Former Playboy Model Says Trump Tried to Pay Her After Sex
LOS ANGELES (AP) -- A former Playboy model apologized to first lady Melania Trump for a 10-month affair she claims she had with President Donald Trump that started with him offering her money after the first time they had sex.
During an interview with CNN's Anderson Cooper that aired Thursday night, Karen McDougal said Trump tried to pay her after their first sexual tryst at a bungalow at the Beverly Hills Hotel in 2006.
"Well, after we had been intimate, he, he tried to pay me. And I actually didn't know how to take that," she said. "But I looked at him and I said, 'That's not me. I'm not that kind of girl.'"
She cried on the way home and didn't think she would see him again but agreed to go on other dates with him after he called her back, she said. McDougal repeatedly described Trump as "very charming" and "sweet."
McDougal said she continued the relationship with Trump for about 10 months and broke it off in April 2007 because she felt guilty. She recalled traveling to meet Trump at his properties in New York, New Jersey and California and said she had sex with him "many dozens of times."
McDougal had feelings for Trump but the affair was "just tearing me apart," she said.
"There was a real relationship there.
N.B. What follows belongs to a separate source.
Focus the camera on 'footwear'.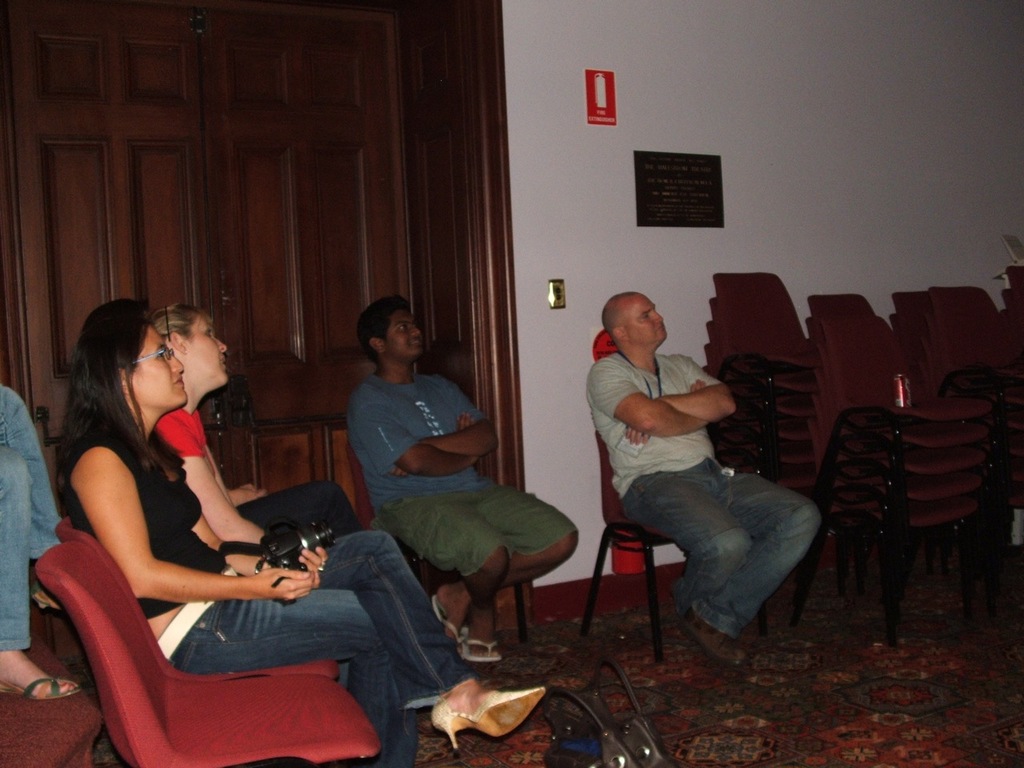
Focus region: <region>426, 687, 554, 751</region>.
There were real feelings," she said. "He would call me baby or he would call me beautiful Karen."
Trump married his current wife, Melania Trump, in 2005, and their son, Barron, was born in 2006.
Speaking to CNN — which her attorney has said would be her only interview about the relationship — McDougal apologized when she was asked what she would say to Melania Trump.
"What can you say except, I'm sorry?" McDougal said. "I'm sorry. I wouldn't want it done to me."
McDougal said she never wanted to discuss her relationship and repeatedly rebuffed inquiries from reporters about the alleged affair. But after the story became public, she wanted to get out and tell her side of what happened, she said.
The White House has said Trump denies having an affair with McDougal and did not immediately respond to a request for comment about the interview Thursday night.
On Tuesday, she filed a lawsuit in Los Angeles against the company that owns the supermarket tabloid National Enquirer, which she said paid her $150,000 during the presidential campaign for the rights to her story of an affair, but never ran the story.
McDougal's lawsuit, which asks a judge to invalidate the contract, alleges that Trump's attorney, Michael Cohen, was secretly involved in her discussions with the tabloid's parent company, American Media, Inc.
The company has said that McDougal has been allowed to speak about her relationship since 2016 and the contract gave them discretion over whether to publish the story.